Billy Crystal Says Some Current Gay TV Storylines Make Him Uncomfortable
Actor and Comedian Billy Crystal was at the Television Critics Association Press Tour this weekend promoting his new FX series The Comedians and the subject of gay TV characters came up.
As reported by The Wrap, Crystal admitted to being uncomfortable with some of TV's current gay storylines: "Sometimes, it’s just pushing it a little too far for my taste, and I’m not going to reveal to you which ones they are."
Cough Cough HTGAWM
Crystal will no doubt get some grief for this. (I took a lot of flack from readers myself when I admitted to being personally squeamish with How to Get Away with Murder's intense sex scenes.) However, it's important to remember that Billy Crystal is also the guy that gave us network television's first regular gay character: Jodie Dallas on SOAP.
Crystal called that period (the mid-1970's) a "very difficult time," explaining that “Jodie was really the first recurring [gay] character on network television. It was a different time, it was 1977. So, yeah, it was awkward. It was tough.”
Crystal also recalled the live audience's nervous reaction when he would be affectionate with his onscreen boyfriend: "There were times when I would say to [actor] Bob [Seagren], ‘I love you,’ and the audience would laugh nervously. I wanted to stop the taping and go, ‘What is your problem?'"
So how to feel about Crystal's observation that some current gay TV storylines seem gratuitous and make him uncomfortable? Is the issue generational, with 66-year-old Crystal just a product of his time? Is Crystal secretly a bigoted prude? Or does he have a point that some TV shows might now be using gay sex scenes for shock value - the equivalent (for straight audiences) of a cat jumping into the frame?
Readers, what do you think?
h/t The Wrap
Update: ET Canada has printed a more complete quote from Billy Crystal's appearance on the TCA panel that gives a fuller picture:
"I did it in front of a live audience," recalls Billy of Soap, "and there were times where I would say to [the actor who played his boyfriend], 'Bob, “I love you,' and the audience would laugh nervously, because, you know, it’s a long time ago, that I’d feel this anger. I wanted to stop the tape and go, 'What is your problem?' Because it made you sort of very self-conscious about what we were trying to do then. And now it’s just, I see it and I just hope people don’t abuse it and shove it in our face — well, that sounds terrible — to the point of it just feels like an everyday kind of thing."
His use of the phrase "shove it in our face" is indeed very unfortunate, though presumably he's talking about TV writers here rather than the gay community. And the obvious response to his concern about it becoming an "everyday kind of thing": to gay people it is an every day kind of thing-- and there's no reason why TV shouldn't reflect that.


**EXERCISE OBJECTIVE**: Word for word, return every record.

Dataset entries on figures

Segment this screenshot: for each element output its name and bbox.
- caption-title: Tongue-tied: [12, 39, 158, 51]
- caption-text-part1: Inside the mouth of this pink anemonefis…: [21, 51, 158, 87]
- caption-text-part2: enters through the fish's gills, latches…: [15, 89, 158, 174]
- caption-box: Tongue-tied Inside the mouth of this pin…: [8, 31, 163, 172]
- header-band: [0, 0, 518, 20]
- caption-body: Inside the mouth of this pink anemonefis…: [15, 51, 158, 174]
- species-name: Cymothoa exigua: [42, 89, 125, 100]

**RESULT**:
Segment this screenshot: for each element output its name and bbox.
- caption-title: Tongue-tied: [12, 39, 158, 51]
- caption-text-part1: Inside the mouth of this pink anemonefis…: [21, 51, 158, 87]
- caption-text-part2: enters through the fish's gills, latches…: [15, 89, 158, 174]
- caption-box: Tongue-tied Inside the mouth of this pin…: [8, 31, 163, 172]
- header-band: [0, 0, 518, 20]
- caption-body: Inside the mouth of this pink anemonefis…: [15, 51, 158, 174]
- species-name: Cymothoa exigua: [42, 89, 125, 100]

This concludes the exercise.